Francis SHAW (b.1942)
Concerto for Piano and Orchestra No.1 (1986, rev. 2013) [22:04]
Concerto for Piano and Orchestra No.2 (2013) [31:37]
Martin Jones (piano)
Slovak National Symphony Orchestra/Francis Shaw
rec. Slovak Radio Studio, Bratislava, 29-30 November 2014. DDD.
LYRITA SRCD.356 [53:41]I’m very pleased to see that, having reissued on CD just about everything that they once had on LP, and alongside their very welcome series of releases of off-air vintage recordings, Lyrita are again in the business of recording new material.
They could easily rest on their accumulated laurels, as in the case of three splendid recent 4-CD bargains: British String Concertos (SRCD.2346 – review – review – review), British Piano Concertos (SCRD.2345 – review) and British Symphonies (SRCD.2355 – review – review). I welcomed SRCD.2345 and 2346 alongside a number of other Lyrita releases in Download News 2014/15.
Having missed out on the bidding for the 4-CD set of British Symphonies, I purchased it as a lossless download from Qobuz for Ł7.99. That’s an attractive price, even if, like me, you have several of the parent recordings on disc, but the CDs can be obtained for only a little more and they come with the booklet, which is missing from the Qobuz download. The booklet comes with the download from classicsonline.com but, since that cost twice the price of the CDs from MusicWeb-International when I checked, I can’t recommend it. Any subscribers who stream it from there are likely to want to obtain it in more permanent form. (See also A Retrospective – Autumn 2016).
It’s especially good news that this release is, to the best of my knowledge, the first ever recording of Francis Shaw’s music other than the various film and television scores which he composed.
Being something of a stick-in-the-mud musically, I’m always wary of any composer still alive, especially one born later than myself – in Shaw’s case one year later. The opening of the First Piano Concerto seemed to confirm my fears, but I very quickly found myself warming to the music. It’s as if he felt that he had to establish his credentials with the fans of the avant-garde here and from time to time elsewhere. His teachers included Lennox Berkeley and Alexander Goehr but it’s the former rather than the latter that I hear as the major influence.
Robert Matthew-Walker’s very helpful notes typify the music as ‘a late twentieth-century expansion of serial thematicism’ but the broad base of tonality and the sense of forward movement, also mentioned, were more than enough to win me over. Overall there’s little here that lovers of Copland and Bartók would not respond to well.
If the outer movements of both concertos are hectic almost to the point of hectoring the listener at times, both second movements are very appealing. That of the First Concerto is headed ‘Slow Blues’, which is self-explanatory, that of the Second is a theme and variations.
Though technically based on an atonal motif, there’s repose here, too, and more than a hint of jazz and of other classical composers who have been influenced by jazz. There’s quite a hint of jazz influence in the finale of the Second Concerto, too, to end the programme in a way which dispelled all my anxieties.
I need hardly add that Martin Jones, though even older than me, proves himself supremely equal to anything that the composer demands of him. As Dominy Clements wrote of the Nimbus 4-CD 75th Birthday Tribute – review – anything to which he turns his hand is a true delight. My only reservation about his single-CD collection of Percy Grainger was that it would lead the listener to want his complete 5-CD set – review.
Long ago Naxos realised that, given sufficient rehearsal time, Central and Eastern European orchestras could compete on record with their more star-studded rivals in Western Europe and the USA and Lyrita have taken a leaf out of their book. Indeed, the very orchestra employed here and the other Slovak orchestra from which its members are drawn have made many distinguished recordings for Naxos and other labels. Some of the demands which the music makes seem quite formidable, but the orchestra and soloist cope with them fully.
With the composer himself on the podium, of course, the performances can be regarded as authoritative, which is just as well since I have no benchmark with which to compare them. This is, indeed, the only Francis Shaw recording in the UK catalogue.
The recording is in Lyrita’s best manner. Perhaps now they will bring us more of Francis Shaw’s prolific output, or maybe another advocate of British music will oblige: Chandos, Hyperion, Dutton or Naxos? Meanwhile I hope that Lyrita’s enterprise in recording this greatly undervalued composer receives strong support.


=== TASK PROMPT ===
Say how many lines of the data contain "this", and nothing more.

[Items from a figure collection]
-- Opening Marker --

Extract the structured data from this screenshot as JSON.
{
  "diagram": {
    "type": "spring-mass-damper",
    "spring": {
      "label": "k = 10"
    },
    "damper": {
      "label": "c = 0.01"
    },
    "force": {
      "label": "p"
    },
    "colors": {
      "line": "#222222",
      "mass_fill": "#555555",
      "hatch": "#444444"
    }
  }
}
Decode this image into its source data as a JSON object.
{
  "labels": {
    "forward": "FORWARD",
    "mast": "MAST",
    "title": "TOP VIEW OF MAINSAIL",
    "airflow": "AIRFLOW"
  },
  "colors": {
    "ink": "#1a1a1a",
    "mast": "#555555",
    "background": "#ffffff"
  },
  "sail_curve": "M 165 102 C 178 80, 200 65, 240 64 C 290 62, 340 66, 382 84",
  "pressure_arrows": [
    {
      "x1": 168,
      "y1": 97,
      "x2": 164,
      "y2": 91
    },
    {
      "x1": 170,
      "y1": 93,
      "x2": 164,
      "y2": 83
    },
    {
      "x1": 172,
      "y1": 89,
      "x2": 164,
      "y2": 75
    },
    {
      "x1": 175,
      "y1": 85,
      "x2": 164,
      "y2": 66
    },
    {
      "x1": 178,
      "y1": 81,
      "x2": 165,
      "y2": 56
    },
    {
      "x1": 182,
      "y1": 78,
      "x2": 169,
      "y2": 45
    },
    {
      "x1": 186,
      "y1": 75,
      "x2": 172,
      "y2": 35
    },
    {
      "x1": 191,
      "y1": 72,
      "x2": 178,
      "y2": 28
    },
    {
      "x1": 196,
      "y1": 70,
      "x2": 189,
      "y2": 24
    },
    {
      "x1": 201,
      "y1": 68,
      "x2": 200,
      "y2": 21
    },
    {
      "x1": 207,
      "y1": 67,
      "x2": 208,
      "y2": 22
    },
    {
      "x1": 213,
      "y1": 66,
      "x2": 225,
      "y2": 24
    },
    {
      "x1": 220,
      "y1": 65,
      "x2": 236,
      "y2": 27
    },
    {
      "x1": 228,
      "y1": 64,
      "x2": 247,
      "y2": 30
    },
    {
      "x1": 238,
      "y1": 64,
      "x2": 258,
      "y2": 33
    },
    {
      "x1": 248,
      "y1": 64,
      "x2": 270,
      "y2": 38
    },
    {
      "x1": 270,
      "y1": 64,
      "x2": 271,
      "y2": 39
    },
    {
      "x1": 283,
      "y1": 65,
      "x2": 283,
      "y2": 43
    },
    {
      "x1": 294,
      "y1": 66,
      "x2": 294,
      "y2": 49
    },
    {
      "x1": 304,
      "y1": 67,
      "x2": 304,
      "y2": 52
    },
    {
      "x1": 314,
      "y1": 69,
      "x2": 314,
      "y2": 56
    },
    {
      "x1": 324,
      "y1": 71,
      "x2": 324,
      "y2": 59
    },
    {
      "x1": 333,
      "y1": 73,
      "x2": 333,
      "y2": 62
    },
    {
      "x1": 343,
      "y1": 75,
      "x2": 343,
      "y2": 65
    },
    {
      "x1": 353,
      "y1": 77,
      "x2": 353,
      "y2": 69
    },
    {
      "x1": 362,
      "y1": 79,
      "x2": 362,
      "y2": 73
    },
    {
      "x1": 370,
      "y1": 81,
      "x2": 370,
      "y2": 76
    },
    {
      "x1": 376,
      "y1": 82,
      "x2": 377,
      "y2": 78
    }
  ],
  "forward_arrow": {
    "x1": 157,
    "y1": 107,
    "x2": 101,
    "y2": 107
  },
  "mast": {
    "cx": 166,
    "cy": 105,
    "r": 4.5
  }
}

-- Closing Marker --
-- Opening Marker --

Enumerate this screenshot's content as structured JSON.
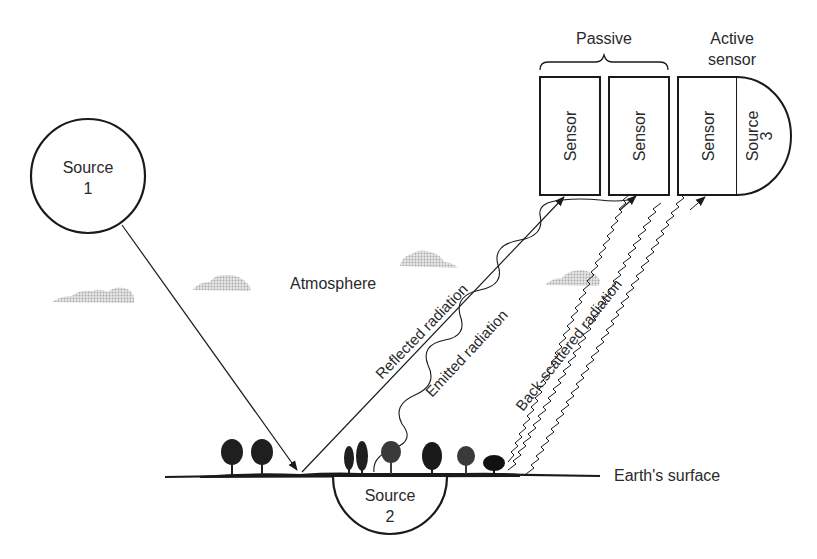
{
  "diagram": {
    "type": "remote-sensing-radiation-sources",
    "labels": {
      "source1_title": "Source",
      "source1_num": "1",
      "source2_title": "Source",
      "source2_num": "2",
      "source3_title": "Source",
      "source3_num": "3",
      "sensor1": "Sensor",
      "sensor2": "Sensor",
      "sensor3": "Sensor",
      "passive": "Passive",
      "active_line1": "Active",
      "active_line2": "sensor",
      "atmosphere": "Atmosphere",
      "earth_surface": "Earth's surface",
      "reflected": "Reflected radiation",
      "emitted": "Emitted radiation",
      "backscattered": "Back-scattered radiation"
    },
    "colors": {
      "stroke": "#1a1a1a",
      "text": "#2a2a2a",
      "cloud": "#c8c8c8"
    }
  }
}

-- Closing Marker --

=== RESULT BELOW ===
3